I loved Henry Butler, who followed the worship session with some classic rockin’ blues, and Joan Osborne put on a great show with her sultry voice second from the end on Sunday night; but it was the Reverend Al Green who sent tingles down my spine with his thirteen band members wailing under the Telluride stars, dancing with the full moon and the big dipper and eight thousand happy Americans. I was healed.

We rode part of the “Million Dollar Highway” from Telluride to Silverton and back to our campsite high above the airport on Last Dollar Road with a view of priceless rolling ranchland and mountain valleys. The colors were changing before our eyes.

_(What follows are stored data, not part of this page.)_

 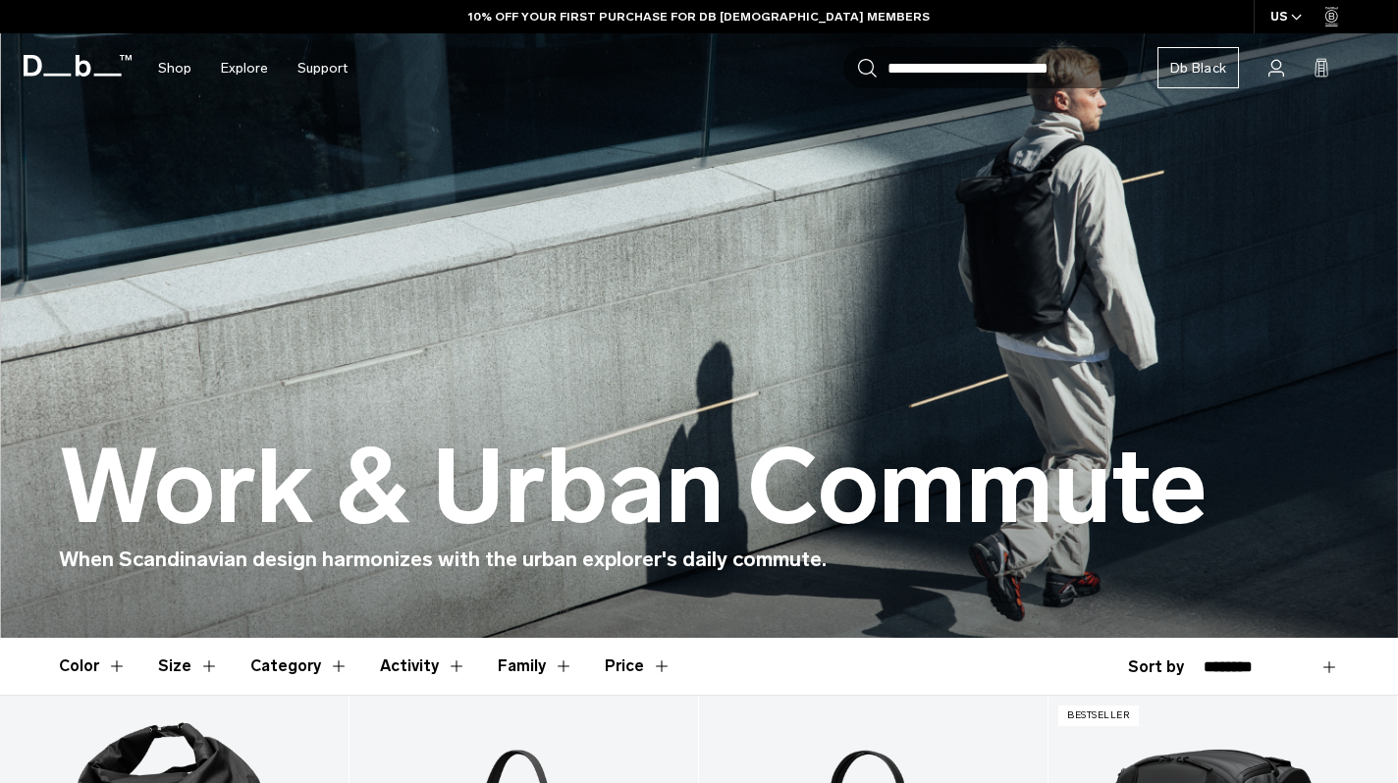 I want to click on p: Bestseller, so click(x=1098, y=715).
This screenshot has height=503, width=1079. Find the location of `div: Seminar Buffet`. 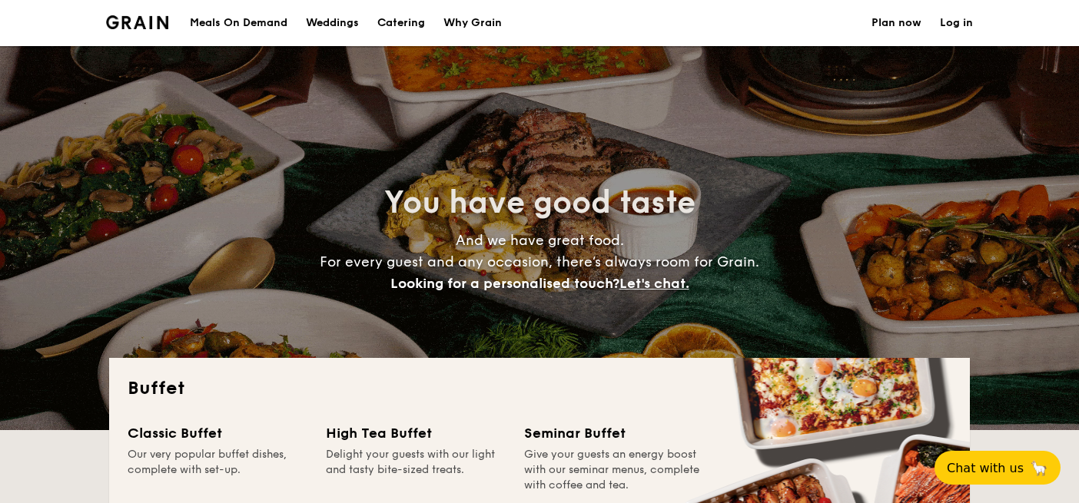

div: Seminar Buffet is located at coordinates (614, 434).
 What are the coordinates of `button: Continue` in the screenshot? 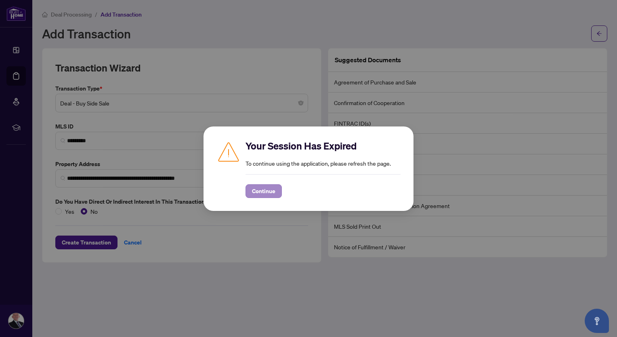 It's located at (264, 191).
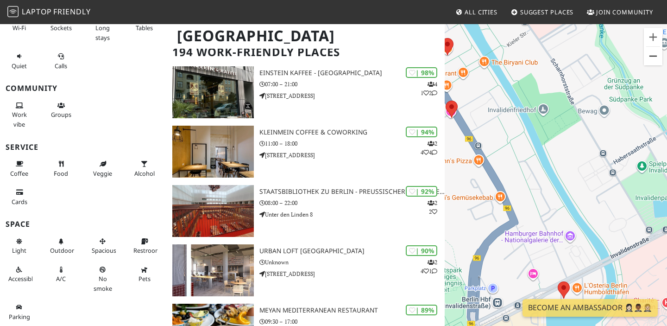  Describe the element at coordinates (429, 88) in the screenshot. I see `p: 4 1 2` at that location.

Patches of reds and brilliant yellows burst forth spontaneously from the high altitude quaking aspen and pine forests. Radiant blue mountain jays bounced by on the breeze and red tailed hawks soared on the warm thermals. When we pulled up the first night after dark, our headlights caught the shadow of a male elk with a magnificent rack. He let out a powerful bugle into the night air, then herded his harem of thirty females toward the woods.

The only negative experience we had in Telluride was at the top of the gondola on Sunday night when we went to Allred’s for a glass of Cabernet and a light bite. While taking a long, critical head-to-toe look at the two of us, the well-groomed hostess caught a glimpse of my duct-taped left boot. “I’ll have to see if we have any tables,” she derided, turning away with a disdainful wave of her knee-length brushed leather jacket. We snickered into our leather and metal-bound menus when she sat us at one of many available window tables overlooking the lights of Telluride.

“Dirk” is now bouncing off the walls watching CNBC at his friend Ross’s place in the sage hills above Glenwood Springs. He owns oil and gas stocks, which, with the present news of Hurricane Rita approaching Texas, are going through the roof.

Henk’s got a slight electrical problem, probably from bouncing around in the hills above Telluride, and needs to be looked at carefully before we move on. I’ve given up trying to control anything these days, including my desires, and the ride is delightful. I'm feeling like a golden aspen leaf set alight on a warm Telluride breeze, unattached and free, awaiting the transformational hand of divinity.